China’s financial circles broke another scandal, CDF executives suspected of cheating on female subordinates

After two months, CICC, a top investment firm known as “China Goldman Sachs”, broke another peach scandal. Chen Gang, the compliance director of CICC, was suspected of having an affair with a female subordinate, and admitted to doing wrong after being questioned by her husband on the phone. The recording was sent to CICC’s client group, igniting public concern. The same night, CIMB issued an announcement to suspend Chen Gang as compliance director.

In the conversation uploaded by “ma yunhua”, a man claimed to be Ma Junhua’s husband and questioned “Chen’s lawyer” for having an affair with his wife, saying that he called his wife Ma Junhua “wife” on his cell phone. The man said he called his wife Ma Junhua “wife” on his mobile phone.

According to Sina Finance, “Lawyer Chen” is the compliance director of CICC, Chen Gang, and Ma Junhua is his subordinate. It is suspected that Ma Junhua’s husband sent the recording of his call with Chen Gang to the client group of CICC, exposing the matter and igniting public opinion.

In the phone recording, the man questioned the “Chen lawyer”: “You call my wife wife, we both a wife, how else to talk?” And asked the other side to give an explanation.

The man also questioned: “Do you think this is the right thing to do? We are both educated, I am a legal husband, as far as I know, you are also married, you also have children.”

Pressed, Chen admitted that he “did not do the right thing”. But then explained that “things in this world are more complicated”, “we can not do everything right, but in the end to be a good person.” This statement has been hot on the Internet.

Chen also asked the other party to take more responsibility, the man said, “You slept with my wife, but also I have to take more responsibility?”

The recording sparked internet attention after it was exposed in the CIMB client group.

CICC is a top investment institution on the mainland, but it has been plagued by scandals. In January this year, the executive general manager of CICC Capital, Han Tao, was reported to have had an affair with a female colleague surnamed Yang, set up a private fund, transferred tens of millions of benefits, often had public money for rooms, and lived a rotten life, the incident sparked an outcry.

In January this year, Han Tao, the executive general manager of CICC Capital, was reported to be having an affair with a female colleague, which shocked the financial circle. (Screenshot)
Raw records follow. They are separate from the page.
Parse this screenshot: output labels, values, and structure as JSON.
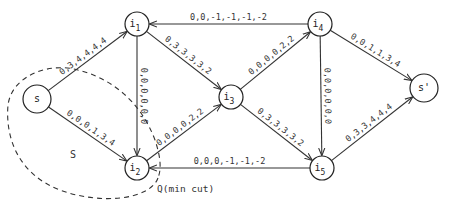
{
  "diagram": {
    "type": "flow-network",
    "nodes": [
      {
        "id": "s",
        "label": "s",
        "sub": "",
        "x": 37,
        "y": 99,
        "r": 14
      },
      {
        "id": "i1",
        "label": "i",
        "sub": "1",
        "x": 137,
        "y": 24,
        "r": 12
      },
      {
        "id": "i2",
        "label": "i",
        "sub": "2",
        "x": 137,
        "y": 168,
        "r": 12
      },
      {
        "id": "i3",
        "label": "i",
        "sub": "3",
        "x": 231,
        "y": 97,
        "r": 12
      },
      {
        "id": "i4",
        "label": "i",
        "sub": "4",
        "x": 320,
        "y": 24,
        "r": 12
      },
      {
        "id": "i5",
        "label": "i",
        "sub": "5",
        "x": 322,
        "y": 168,
        "r": 12
      },
      {
        "id": "t",
        "label": "s'",
        "sub": "",
        "x": 424,
        "y": 88,
        "r": 14
      }
    ],
    "edges": [
      {
        "from": "s",
        "to": "i1",
        "label": "0,3,4,4,4,4"
      },
      {
        "from": "s",
        "to": "i2",
        "label": "0,0,0,1,3,4"
      },
      {
        "from": "i1",
        "to": "i2",
        "label": "0,0,0,0,0,0"
      },
      {
        "from": "i1",
        "to": "i3",
        "label": "0,3,3,3,3,2"
      },
      {
        "from": "i4",
        "to": "i1",
        "label": "0,0,-1,-1,-1,-2"
      },
      {
        "from": "i2",
        "to": "i3",
        "label": "0,0,0,0,2,2"
      },
      {
        "from": "i3",
        "to": "i4",
        "label": "0,0,0,0,2,2"
      },
      {
        "from": "i3",
        "to": "i5",
        "label": "0,3,3,3,3,2"
      },
      {
        "from": "i4",
        "to": "i5",
        "label": "0,0,0,0,0,0"
      },
      {
        "from": "i5",
        "to": "i2",
        "label": "0,0,0,-1,-1,-2"
      },
      {
        "from": "i4",
        "to": "t",
        "label": "0,0,1,1,3,4"
      },
      {
        "from": "i5",
        "to": "t",
        "label": "0,3,3,4,4,4"
      }
    ],
    "region_label": "S",
    "cut_label": "Q(min cut)"
  }
}
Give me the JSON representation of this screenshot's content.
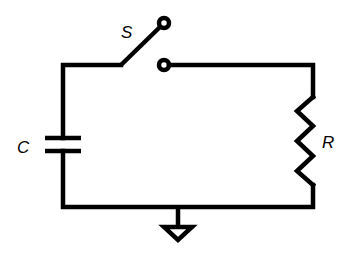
{
  "diagram": {
    "type": "circuit",
    "stroke_color": "#000000",
    "background": "#ffffff",
    "components": [
      {
        "id": "switch",
        "label": "S",
        "kind": "switch",
        "state": "open"
      },
      {
        "id": "capacitor",
        "label": "C",
        "kind": "capacitor"
      },
      {
        "id": "resistor",
        "label": "R",
        "kind": "resistor"
      },
      {
        "id": "ground",
        "label": "",
        "kind": "ground"
      }
    ],
    "labels": {
      "switch": "S",
      "capacitor": "C",
      "resistor": "R"
    }
  }
}
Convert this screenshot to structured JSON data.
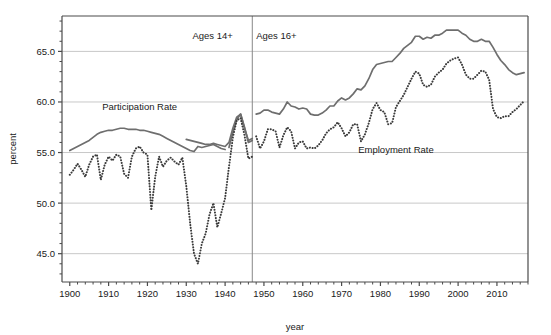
{
  "chart_data": {
    "type": "line",
    "title": "",
    "xlabel": "year",
    "ylabel": "percent",
    "xlim": [
      1898,
      2018
    ],
    "ylim": [
      42.2,
      68.5
    ],
    "grid": true,
    "grid_axis": "y",
    "legend": "inline-annotations",
    "xticks": [
      1900,
      1910,
      1920,
      1930,
      1940,
      1950,
      1960,
      1970,
      1980,
      1990,
      2000,
      2010
    ],
    "xtick_labels": [
      "1900",
      "1910",
      "1920",
      "1930",
      "1940",
      "1950",
      "1960",
      "1970",
      "1980",
      "1990",
      "2000",
      "2010"
    ],
    "xminor_step": 2,
    "yticks": [
      45.0,
      50.0,
      55.0,
      60.0,
      65.0
    ],
    "ytick_labels": [
      "45.0",
      "50.0",
      "55.0",
      "60.0",
      "65.0"
    ],
    "yminor_step": 1.0,
    "annotations": [
      {
        "name": "ages-14-plus",
        "text": "Ages 14+",
        "x": 1942,
        "y": 66.2,
        "anchor": "end"
      },
      {
        "name": "ages-16-plus",
        "text": "Ages 16+",
        "x": 1948,
        "y": 66.2,
        "anchor": "start"
      },
      {
        "name": "participation-rate-label",
        "text": "Participation Rate",
        "x": 1918,
        "y": 59.2,
        "anchor": "middle"
      },
      {
        "name": "employment-rate-label",
        "text": "Employment Rate",
        "x": 1984,
        "y": 55.0,
        "anchor": "middle"
      }
    ],
    "vertical_divider": {
      "x": 1947,
      "color": "#888888",
      "label": "series-break-1947"
    },
    "colors": {
      "participation": "#6e6e6e",
      "employment": "#3b3b3b",
      "grid": "#c8c8c8",
      "axis": "#4a4a4a",
      "text": "#1a1a1a"
    },
    "series": [
      {
        "name": "Participation Rate",
        "id": "participation-rate",
        "style": "solid",
        "color": "#6e6e6e",
        "segments": [
          {
            "label": "Ages 14+ (1900-1940)",
            "x": [
              1900,
              1901,
              1902,
              1903,
              1904,
              1905,
              1906,
              1907,
              1908,
              1909,
              1910,
              1911,
              1912,
              1913,
              1914,
              1915,
              1916,
              1917,
              1918,
              1919,
              1920,
              1921,
              1922,
              1923,
              1924,
              1925,
              1926,
              1927,
              1928,
              1929,
              1930,
              1931,
              1932,
              1933,
              1934,
              1935,
              1936,
              1937,
              1938,
              1939,
              1940
            ],
            "y": [
              55.2,
              55.4,
              55.6,
              55.8,
              56.0,
              56.2,
              56.5,
              56.8,
              57.0,
              57.1,
              57.2,
              57.2,
              57.3,
              57.4,
              57.4,
              57.3,
              57.3,
              57.3,
              57.2,
              57.2,
              57.1,
              57.0,
              56.9,
              56.8,
              56.6,
              56.4,
              56.2,
              56.0,
              55.8,
              55.6,
              55.4,
              55.2,
              55.1,
              55.6,
              55.5,
              55.6,
              55.7,
              55.8,
              55.6,
              55.4,
              55.3
            ]
          },
          {
            "label": "Ages 14+ (1941-1947)",
            "x": [
              1941,
              1942,
              1943,
              1944,
              1945,
              1946,
              1947
            ],
            "y": [
              55.5,
              57.0,
              58.3,
              58.8,
              57.5,
              56.0,
              56.2
            ]
          },
          {
            "label": "Ages 16+ (1930-1947 revised)",
            "x": [
              1930,
              1931,
              1932,
              1933,
              1934,
              1935,
              1936,
              1937,
              1938,
              1939,
              1940,
              1941,
              1942,
              1943,
              1944,
              1945,
              1946,
              1947
            ],
            "y": [
              56.3,
              56.2,
              56.1,
              56.0,
              55.9,
              55.8,
              55.8,
              55.9,
              55.8,
              55.7,
              55.6,
              56.0,
              57.4,
              58.5,
              58.8,
              57.4,
              56.2,
              56.4
            ]
          },
          {
            "label": "Ages 16+ (1948-2017)",
            "x": [
              1948,
              1949,
              1950,
              1951,
              1952,
              1953,
              1954,
              1955,
              1956,
              1957,
              1958,
              1959,
              1960,
              1961,
              1962,
              1963,
              1964,
              1965,
              1966,
              1967,
              1968,
              1969,
              1970,
              1971,
              1972,
              1973,
              1974,
              1975,
              1976,
              1977,
              1978,
              1979,
              1980,
              1981,
              1982,
              1983,
              1984,
              1985,
              1986,
              1987,
              1988,
              1989,
              1990,
              1991,
              1992,
              1993,
              1994,
              1995,
              1996,
              1997,
              1998,
              1999,
              2000,
              2001,
              2002,
              2003,
              2004,
              2005,
              2006,
              2007,
              2008,
              2009,
              2010,
              2011,
              2012,
              2013,
              2014,
              2015,
              2016,
              2017
            ],
            "y": [
              58.8,
              58.9,
              59.2,
              59.2,
              59.0,
              58.9,
              58.8,
              59.3,
              60.0,
              59.6,
              59.5,
              59.3,
              59.4,
              59.3,
              58.8,
              58.7,
              58.7,
              58.9,
              59.2,
              59.6,
              59.6,
              60.1,
              60.4,
              60.2,
              60.4,
              60.8,
              61.3,
              61.2,
              61.6,
              62.3,
              63.2,
              63.7,
              63.8,
              63.9,
              64.0,
              64.0,
              64.4,
              64.8,
              65.3,
              65.6,
              65.9,
              66.5,
              66.5,
              66.2,
              66.4,
              66.3,
              66.6,
              66.6,
              66.8,
              67.1,
              67.1,
              67.1,
              67.1,
              66.8,
              66.6,
              66.2,
              66.0,
              66.0,
              66.2,
              66.0,
              66.0,
              65.4,
              64.7,
              64.1,
              63.7,
              63.2,
              62.9,
              62.7,
              62.8,
              62.9
            ]
          }
        ]
      },
      {
        "name": "Employment Rate",
        "id": "employment-rate",
        "style": "dotted",
        "color": "#3b3b3b",
        "segments": [
          {
            "label": "Ages 14+ (1900-1947)",
            "x": [
              1900,
              1901,
              1902,
              1903,
              1904,
              1905,
              1906,
              1907,
              1908,
              1909,
              1910,
              1911,
              1912,
              1913,
              1914,
              1915,
              1916,
              1917,
              1918,
              1919,
              1920,
              1921,
              1922,
              1923,
              1924,
              1925,
              1926,
              1927,
              1928,
              1929,
              1930,
              1931,
              1932,
              1933,
              1934,
              1935,
              1936,
              1937,
              1938,
              1939,
              1940,
              1941,
              1942,
              1943,
              1944,
              1945,
              1946,
              1947
            ],
            "y": [
              52.8,
              53.3,
              53.9,
              53.3,
              52.6,
              53.8,
              54.6,
              54.8,
              52.3,
              53.8,
              54.6,
              54.2,
              54.8,
              54.6,
              52.9,
              52.5,
              54.6,
              55.4,
              55.6,
              55.0,
              54.8,
              49.3,
              52.6,
              54.6,
              53.6,
              54.2,
              54.5,
              54.1,
              53.8,
              54.5,
              51.7,
              48.0,
              45.0,
              44.0,
              46.0,
              47.0,
              48.9,
              50.0,
              47.6,
              49.0,
              50.5,
              53.6,
              56.5,
              58.2,
              58.4,
              56.7,
              54.4,
              54.6
            ]
          },
          {
            "label": "Ages 16+ (1948-2017)",
            "x": [
              1948,
              1949,
              1950,
              1951,
              1952,
              1953,
              1954,
              1955,
              1956,
              1957,
              1958,
              1959,
              1960,
              1961,
              1962,
              1963,
              1964,
              1965,
              1966,
              1967,
              1968,
              1969,
              1970,
              1971,
              1972,
              1973,
              1974,
              1975,
              1976,
              1977,
              1978,
              1979,
              1980,
              1981,
              1982,
              1983,
              1984,
              1985,
              1986,
              1987,
              1988,
              1989,
              1990,
              1991,
              1992,
              1993,
              1994,
              1995,
              1996,
              1997,
              1998,
              1999,
              2000,
              2001,
              2002,
              2003,
              2004,
              2005,
              2006,
              2007,
              2008,
              2009,
              2010,
              2011,
              2012,
              2013,
              2014,
              2015,
              2016,
              2017
            ],
            "y": [
              56.6,
              55.4,
              56.1,
              57.3,
              57.3,
              57.1,
              55.5,
              56.7,
              57.5,
              57.1,
              55.4,
              56.0,
              56.1,
              55.4,
              55.5,
              55.4,
              55.7,
              56.2,
              56.9,
              57.3,
              57.5,
              58.0,
              57.4,
              56.6,
              57.0,
              57.8,
              57.8,
              56.1,
              56.8,
              57.9,
              59.3,
              59.9,
              59.2,
              59.0,
              57.8,
              57.9,
              59.5,
              60.1,
              60.7,
              61.5,
              62.3,
              63.0,
              62.8,
              61.7,
              61.5,
              61.7,
              62.5,
              62.9,
              63.2,
              63.8,
              64.1,
              64.3,
              64.4,
              63.7,
              62.7,
              62.3,
              62.3,
              62.7,
              63.1,
              63.0,
              62.2,
              59.3,
              58.5,
              58.4,
              58.6,
              58.6,
              59.0,
              59.3,
              59.7,
              60.1
            ]
          }
        ]
      }
    ]
  },
  "axes": {
    "x_label": "year",
    "y_label": "percent"
  }
}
After about two months of investigation, Chief Executive Officer (CEO) Huang Chaohui finally issued an internal document a few days ago to severely deal with seven disciplinary employees, of which Han Tao was fired, and another six staff members, including Gao Qing and Xiao Feng, were sentenced to demotion and transfer, performance penalty, serious warning and critical education.

Huang Zhaohui in the internal letter did not forget to caution other colleagues: “Please all staff to learn a lesson, take this as a warning.” Do not want a few days after another scandal.

A few hours after the scandal broke, on the evening of April 7, CICC issued an announcement saying that Chen Gang, the company’s current compliance director, could not continue to perform his duties as compliance director due to health reasons. The company’s chief executive officer will assume the duties of compliance officer from the effective date until a new compliance officer is hired by the company.

It was reported that on April 7, CICC held the 12th meeting of the 2nd Board of Directors and passed the “Proposal for the Chief Executive Officer to Act as Compliance Officer of CICC” with 8 votes in favor, 0 votes against and 0 abstentions.

CICC issued an announcement to suspend Chen Gang from his position. (Screenshot)

Founded in 1965, CICC is the first investment bank in mainland China with over $340 billion in assets under management and has a long-standing reputation in the industry as “China’s Goldman Sachs”. According to SkyEye, CICC Capital is a wholly-owned subsidiary of CICC, with $3 billion in funds under management and over $2 billion in cumulative investments.